There is always the danger that each annual celebration can simply become indistinguishable from all the others, as they are the same in terms of structure and content. But each year is unique and it is that uniqueness that fills us with the energy and effort to make the Pascha we are serving as fresh and enlivening as possible. Or rather, it is the presence of Christ that accomplishes that on our behalf.
The Feast of Pascha is meant for the entire parish community: the clergy, the servers, the choir and the congregation of the faithful. Each person has his/her ministry within the parish. Truly a communal effort as we assemble together as the local Body of Christ to praise the crucified and risen Lord Jesus Christ. There are different levels of reality, but at the apex of those levels is Christ crucified and risen. Only the paschal mystery brings meaning to the rest of our lives and to our final destiny of life with God.

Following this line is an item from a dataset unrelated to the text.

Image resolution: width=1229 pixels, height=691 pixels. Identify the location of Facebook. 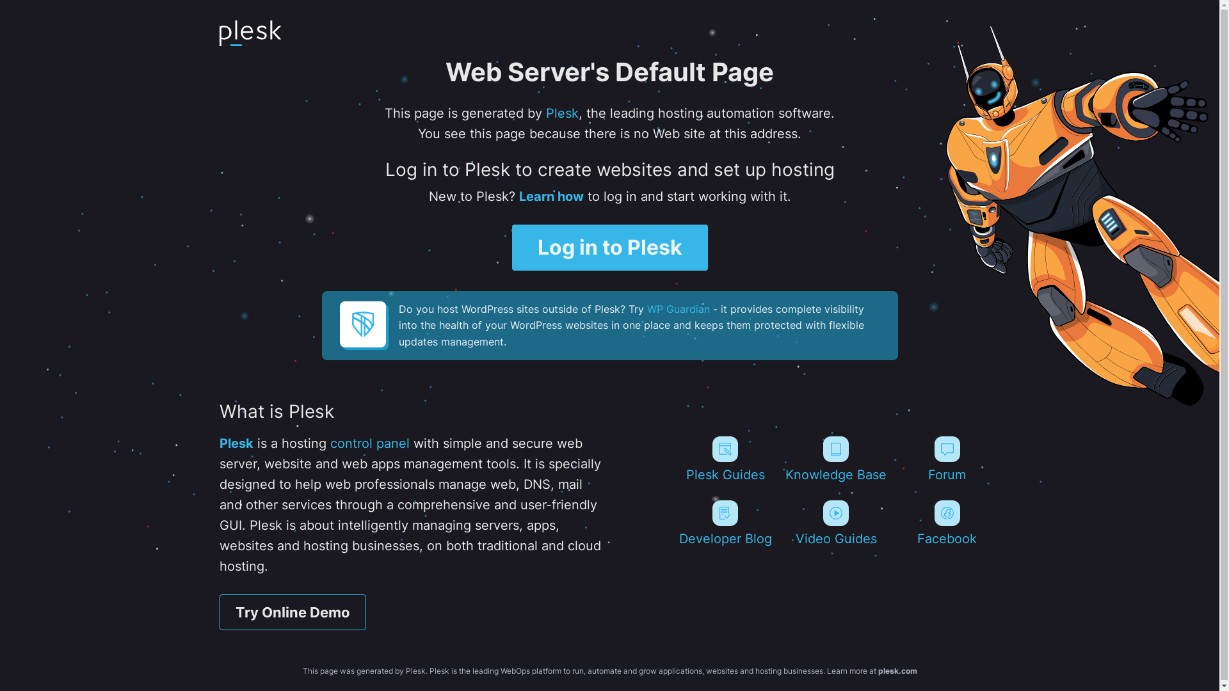
(947, 524).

The holy doors on the iconostasis have remained open all during Bright Week, to visually express the reality of the Kingdom of God, "open" to us all and in our midst. Those holy doors will be closed on Saturday right before we begin Great Vespers as we bid farewell to Bright Week and as a bit of the light of the Resurrection begins to dim as we move away from the "night brighter than the day." So, we most always translate the visible to the invisible interior of our minds and hearts; and the outward to the inward. That leads us to examine our faith and ask ourselves where the treasure of our heart is.
As the incomparable Canon of Pascha announces to us:
Let us purify our senses and we shall see Christ shining in the unapproachable light of His resurrection. We shall clearly hear Him say: Rejoice, as we sing the song of victory.